By AMY STOREYIn an April 27 press release published in the Los Alamos Daily Post (link), Leilani Christensen is quoted as saying,“Our forefathers founded National Day Of Prayer. Many of them had escaped persecution for their beliefs in their homeland. In the news today, we see that people are still fleeing their homeland because of persecution.” [sic]
Our forefathers, the ones fleeing persecution, didn’t found the National Day of Prayer. (They also didn’t found this nation on prayer itself; in fact, they explicitly stated, in the Treaty of Tripoli, “the Government of the United States of America is not, in any sense, founded on the Christian religion.”)

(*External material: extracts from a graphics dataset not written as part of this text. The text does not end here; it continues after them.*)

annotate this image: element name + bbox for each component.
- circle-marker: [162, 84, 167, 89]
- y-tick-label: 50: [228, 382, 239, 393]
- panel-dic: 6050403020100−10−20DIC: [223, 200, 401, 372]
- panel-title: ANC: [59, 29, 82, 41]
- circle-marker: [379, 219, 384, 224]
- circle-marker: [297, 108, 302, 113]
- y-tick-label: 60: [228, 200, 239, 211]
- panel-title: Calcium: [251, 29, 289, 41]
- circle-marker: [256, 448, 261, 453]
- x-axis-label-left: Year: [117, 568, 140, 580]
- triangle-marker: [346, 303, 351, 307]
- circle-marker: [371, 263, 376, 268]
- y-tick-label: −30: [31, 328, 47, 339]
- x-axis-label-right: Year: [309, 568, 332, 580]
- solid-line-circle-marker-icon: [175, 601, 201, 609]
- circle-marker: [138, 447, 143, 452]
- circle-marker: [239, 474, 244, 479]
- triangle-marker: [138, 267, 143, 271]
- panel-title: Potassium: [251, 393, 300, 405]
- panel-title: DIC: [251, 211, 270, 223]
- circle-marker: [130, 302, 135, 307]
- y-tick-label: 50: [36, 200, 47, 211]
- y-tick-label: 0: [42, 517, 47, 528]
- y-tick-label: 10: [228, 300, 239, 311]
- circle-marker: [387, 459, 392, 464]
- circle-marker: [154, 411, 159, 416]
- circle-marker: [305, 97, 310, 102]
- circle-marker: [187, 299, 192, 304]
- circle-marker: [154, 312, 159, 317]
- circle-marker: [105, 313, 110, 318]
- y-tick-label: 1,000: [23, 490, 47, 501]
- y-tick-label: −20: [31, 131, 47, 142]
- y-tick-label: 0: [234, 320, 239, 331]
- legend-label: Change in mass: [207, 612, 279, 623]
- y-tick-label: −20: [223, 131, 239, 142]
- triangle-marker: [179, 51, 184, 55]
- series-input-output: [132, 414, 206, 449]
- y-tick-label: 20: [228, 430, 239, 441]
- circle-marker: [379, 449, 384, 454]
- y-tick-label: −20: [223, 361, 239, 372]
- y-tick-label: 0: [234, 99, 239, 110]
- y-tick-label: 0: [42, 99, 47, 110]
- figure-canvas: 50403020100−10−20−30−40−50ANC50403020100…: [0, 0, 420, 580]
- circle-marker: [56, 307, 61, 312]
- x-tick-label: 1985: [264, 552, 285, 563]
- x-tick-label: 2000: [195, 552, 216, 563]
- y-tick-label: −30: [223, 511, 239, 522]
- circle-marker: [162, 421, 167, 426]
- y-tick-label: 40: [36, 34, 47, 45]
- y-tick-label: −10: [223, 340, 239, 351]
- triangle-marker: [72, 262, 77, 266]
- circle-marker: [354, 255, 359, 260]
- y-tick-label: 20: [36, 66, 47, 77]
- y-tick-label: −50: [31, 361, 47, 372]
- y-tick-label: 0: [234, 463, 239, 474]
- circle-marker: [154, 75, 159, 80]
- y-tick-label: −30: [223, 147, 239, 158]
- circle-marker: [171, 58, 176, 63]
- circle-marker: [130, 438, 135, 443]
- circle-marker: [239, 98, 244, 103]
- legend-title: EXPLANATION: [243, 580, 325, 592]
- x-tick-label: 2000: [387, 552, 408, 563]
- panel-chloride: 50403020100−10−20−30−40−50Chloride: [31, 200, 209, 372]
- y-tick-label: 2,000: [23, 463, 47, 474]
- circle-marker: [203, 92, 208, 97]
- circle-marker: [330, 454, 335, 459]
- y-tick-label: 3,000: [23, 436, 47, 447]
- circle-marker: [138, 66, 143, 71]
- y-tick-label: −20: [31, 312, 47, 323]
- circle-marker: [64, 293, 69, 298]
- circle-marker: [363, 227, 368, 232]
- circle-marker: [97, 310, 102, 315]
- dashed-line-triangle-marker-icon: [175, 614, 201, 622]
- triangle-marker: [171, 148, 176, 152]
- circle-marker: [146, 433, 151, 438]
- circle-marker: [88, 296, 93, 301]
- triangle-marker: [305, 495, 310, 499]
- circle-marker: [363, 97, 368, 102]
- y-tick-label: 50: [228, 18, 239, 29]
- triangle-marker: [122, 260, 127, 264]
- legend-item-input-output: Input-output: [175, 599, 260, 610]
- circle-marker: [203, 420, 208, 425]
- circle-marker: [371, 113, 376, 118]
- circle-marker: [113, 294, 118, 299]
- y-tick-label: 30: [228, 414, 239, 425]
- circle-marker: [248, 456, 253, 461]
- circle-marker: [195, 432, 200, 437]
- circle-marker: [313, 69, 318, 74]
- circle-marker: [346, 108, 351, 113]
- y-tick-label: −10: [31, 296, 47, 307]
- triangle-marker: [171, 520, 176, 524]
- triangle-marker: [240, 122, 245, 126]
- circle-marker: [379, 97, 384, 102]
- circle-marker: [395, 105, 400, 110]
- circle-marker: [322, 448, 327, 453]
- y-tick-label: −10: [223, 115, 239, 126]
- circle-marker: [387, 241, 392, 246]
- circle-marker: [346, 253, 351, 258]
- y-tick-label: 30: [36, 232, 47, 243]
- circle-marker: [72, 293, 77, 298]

The official National Day of Prayer was established in 1952, not 1776. The many problems with an official, government-sanctioned day of prayer are laid out nicely here by the Americans United for Separation of Church and State—an organization directed, incidentally, by a United Church of Christ minister.
Even if you accept the constitutionality and necessity of a National Day of Prayer, this particular gathering violates the principles by very clearly excluding non-Christians: “Bible-based believers in Jesus Christ will gather for prayer and worship on the Annual National Day of Prayer … at the Ashley Pond Pavilion.”
In 1983 the National Day of Prayer was specifically amended to be inclusive to non-Christians: “Revived as an annual observance by Congress in 1952, the National Day of Prayer has become a great unifying force for our citizens who come from all the great religions of the world. Prayer unites people.” [Emphasis ours.] Whether prayer actually does, in fact, unite people is an open question, but it certainly doesn’t unite people when non-Christians are deliberately excluded.
Indeed, it is ironic that the release states, “people are still fleeing their homeland because of persecution,” when the event’s organizers have deliberately excluded those very persecuted, fleeing people.